Multi-modal and high-dimensional posteriors present significant challenges for variational inference, causing mode-seeking behavior and collapse despite the theoretical expressiveness of normalizing flows. Traditional annealing methods require temperature schedules and hyperparameter tuning, falling short of the goal of truly black-box variational inference. We introduce FlowVAT, a conditional tempering approach for normalizing flow variational inference that addresses these limitations. Our method tempers both the base and target distributions simultaneously, maintaining affine-invariance under tempering. By conditioning the normalizing flow on temperature, we leverage overparameterized neural networks' generalization capabilities to train a single flow representing the posterior across a range of temperatures. This preserves modes identified at higher temperatures when sampling from the variational posterior at , mitigating standard variational methods' mode-seeking behavior. In experiments with 2, 10, and 20 dimensional multi-modal distributions, FlowVAT outperforms traditional and adaptive annealing methods, finding more modes and achieving better ELBO values, particularly in higher dimensions where existing approaches fail. Our method requires minimal hyperparameter tuning and does not require an annealing schedule, advancing toward fully-automatic black-box variational inference for complicated posteriors.
Paper Structure (19 sections, 12 equations, 11 figures, 3 tables, 1 algorithm)
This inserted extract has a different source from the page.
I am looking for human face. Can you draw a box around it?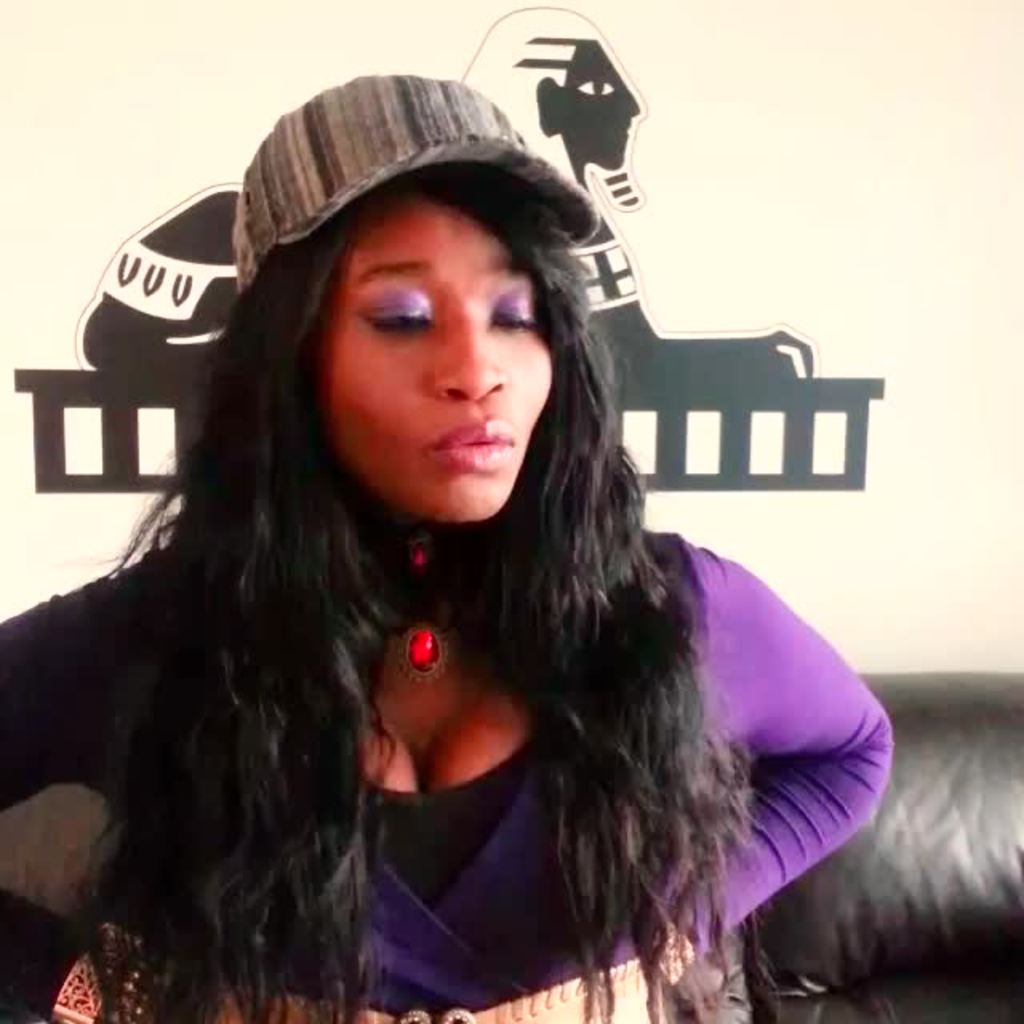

This paper contains 19 sections, 12 equations, 11 figures, 3 tables, 1 algorithm.

Figures (11)

  • Figure 1: Comparison of different variational inference methods on 2D multimodal targets. The top row shows the target distribution and results from FlowVAT (this work), target-only tempering, traditional annealing, and AdaAnn. The bottom row includes normalizing flow VI and fine-tuned versions of each method, where additional training epochs are run at either $T=1$ for the annealed methods or $T\in[0.95, 1.5]$ for the conditional tempering methods including FlowVAT. ELBO values with standard deviations are shown for each approach. We can see that our approach, FlowVAT, performs better than all other methods.
  • Figure 2: Estimated evidence via importance sampling (see \ref{['eq:IS_evidence']}) for the 2D multimodal target posterior along with $1\sigma$ errorbars. As the true posterior is well approximated by the variational posterior, we do not expect a strong temperature dependence.
  • Figure 3: The transformation represented by the normalizing flow at various temperatures for the FlowVAT model (top), or target-only tempering (bottom). These plots are produced by transforming a regular grid using the normalizing flow models; as such, an identity transformation would be represented by a regular grid with a grid-spacing of 2. Models without fine-tuning are used to produce this diagram as we are including temperatures outside of the fine-tuning temperature range.
  • Figure 4: Estimated evidence via importance sampling (see \ref{['eq:IS_evidence']}) for instances of the 10D (left) and 20D (right) multimodal target posteriors along with $1\sigma$ errorbars. As the true posterior is well approximated by the variational posterior in the 10D case, there is no temperature dependence. In the more challenging 20D case, we can see that the estimated evidence converges for $T\geq1.3$.
  • Figure 5: Comparison of variational inference methods on the eight schools model. Top row: Marginal histograms of $\theta_1$. Bottom row: Contour plots of the joint distribution between $\theta_1$ and $\tau$; additional plots are shown in \ref{['sec:eight_schools_plots']}. Contours represent the 68%, 95%, and 99% credible regions, with thick gray lines for the reference posterior and dashed red lines for each variational approximation.